There was a complaint on Hacker News that there were too many posts about text editors for a site that purported to be about tech and startup news. Someone replied with a quote (mis-attributed to Picasso, but findable with some googling) that “When art critics get together, they talk about Art. When painters get together, they talk about where to buy good turpentine.”

So, here’s my first turpentine post. I’m convinced that while it’s fun to talk about editors, they also serve as a distraction. Making your current editor flashier, or searching for new flashier editors is time spent not doing other useful work. I forgive myself the indulgence, though, because I recognize it as an indulgence and I enjoy it.

At some point when I was doing more system administration-type work, I settled on using vim, because it was pretty easy to use across different terminal emulations and network connections. Before that I had used emacs, but I just couldn’t stand having to hit ESC as a replacement for META under some circumstances and not others. More recently, I’ve been doing more coding work, and have been using TextMate and Sublime Text 2. They come with features and plugins that stock vim doesn’t have, but I kept reading about how those features existed in various plugins.

One of the advantages that TextMate and ST2 have is that there are integrated package systems. vim didn’t have that, but then I saw a nice post about Janus, which is basically a cookie-cutter pre-configured .vimrc and associated packages. It comes with NerdTree, which is akin to the project drawer, and Ctrl-P, which is like TextMate’s C-T fuzzy finder, or ST2’s Command-P fuzzy-finder. It also has various ack/ctags/git features that are nice for programming.

More interesting to me, though, are the packages that build on classic vim strenghts. I love the fchar command for moving forward in the line to the next instance of char. EasyMotion takes that functionality and puts it on steroids, letting you alphanumerically select which of the next 51+ (a-z,A-Z, with Z being used to say “I want to pick out of the next 51, please”) instances you want to move to. This is one of the vim-specific commands that I miss when I’m in an editor that doesn’t have the normal/insert-mode split.

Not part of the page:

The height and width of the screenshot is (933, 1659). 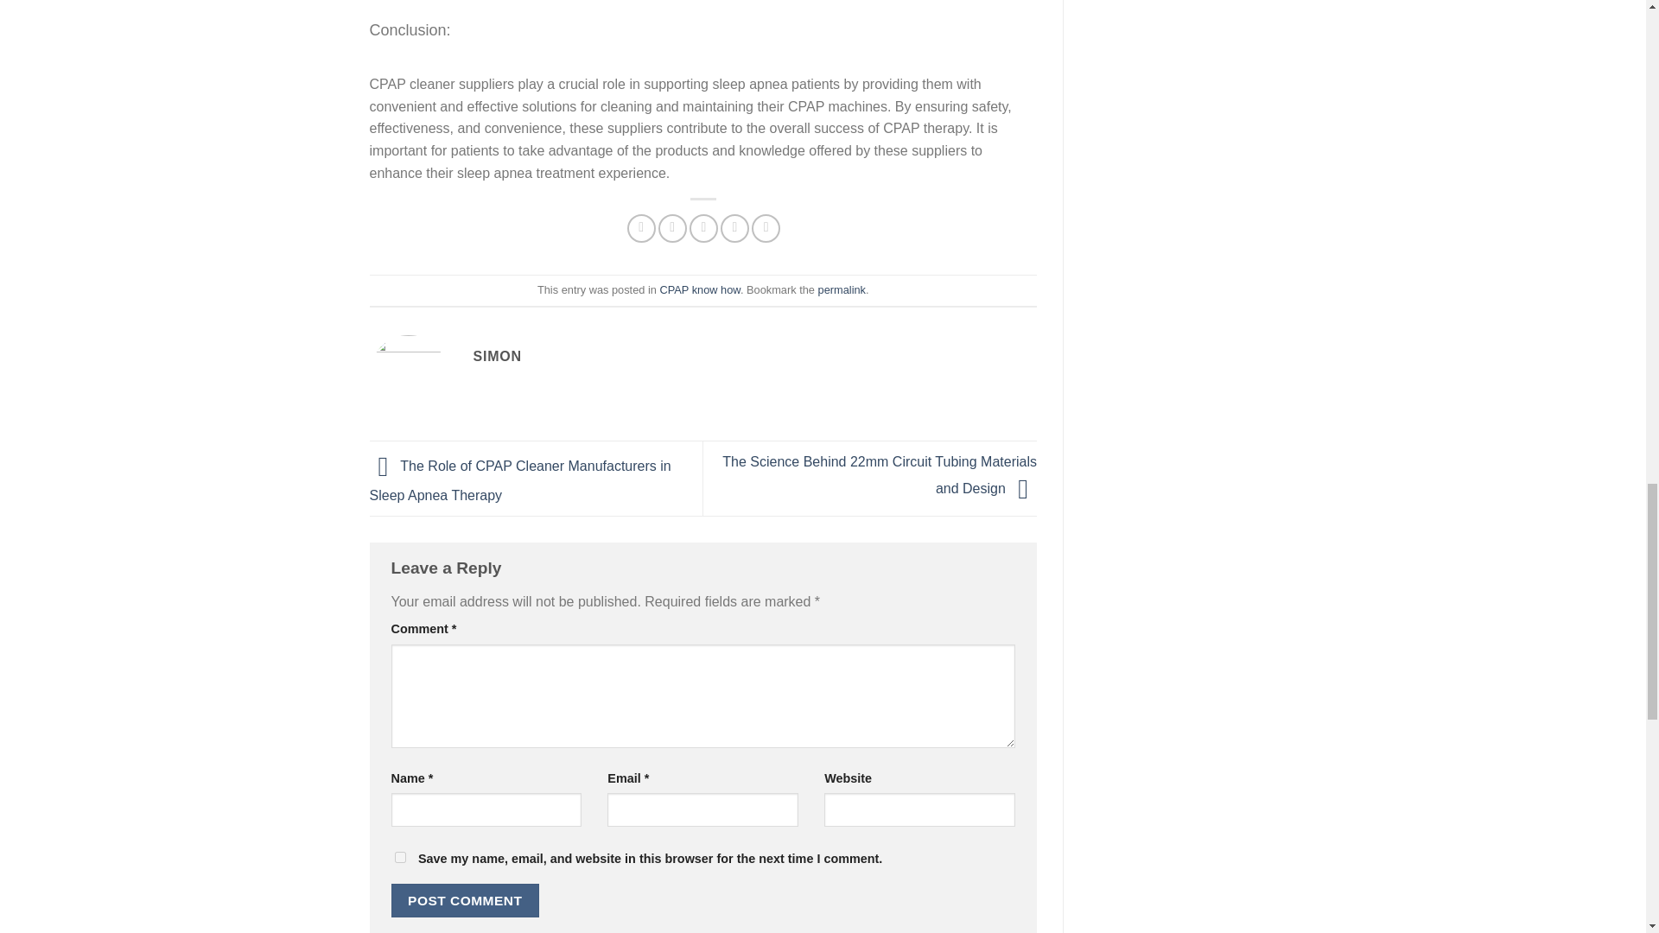 What do you see at coordinates (704, 228) in the screenshot?
I see `Email to a Friend` at bounding box center [704, 228].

Installing the Janus setup is as easy as a git clone. However, it requires vim 7.3+, while the vim on MacOS 10.6 is at 7.2. Installing the newer version was a “brew install macvim” away, but that gets you macvim, a GUI layer on top of vim. In practice, if I’m using a GUI editor right now, it’s ST2. I use vim when I don’t want to leave the terminal I’m in to do some editing. No problem, though, because the underlying vim that macvim sits on top of is available at /usr/local/Cellar/macvim/7.3-64/MacVim.app/Contents/MacOS/Vim. I have aliased vim to that, and also set SVN_EDITOR and made my git config core.editor point to that too. Otherwise, if you use the /usr/bin/vim as your commit editor, you will get failures because some of the 7.3-requiring plugins make 7.2 vim exit with exit code 1, even though all the editing was successful.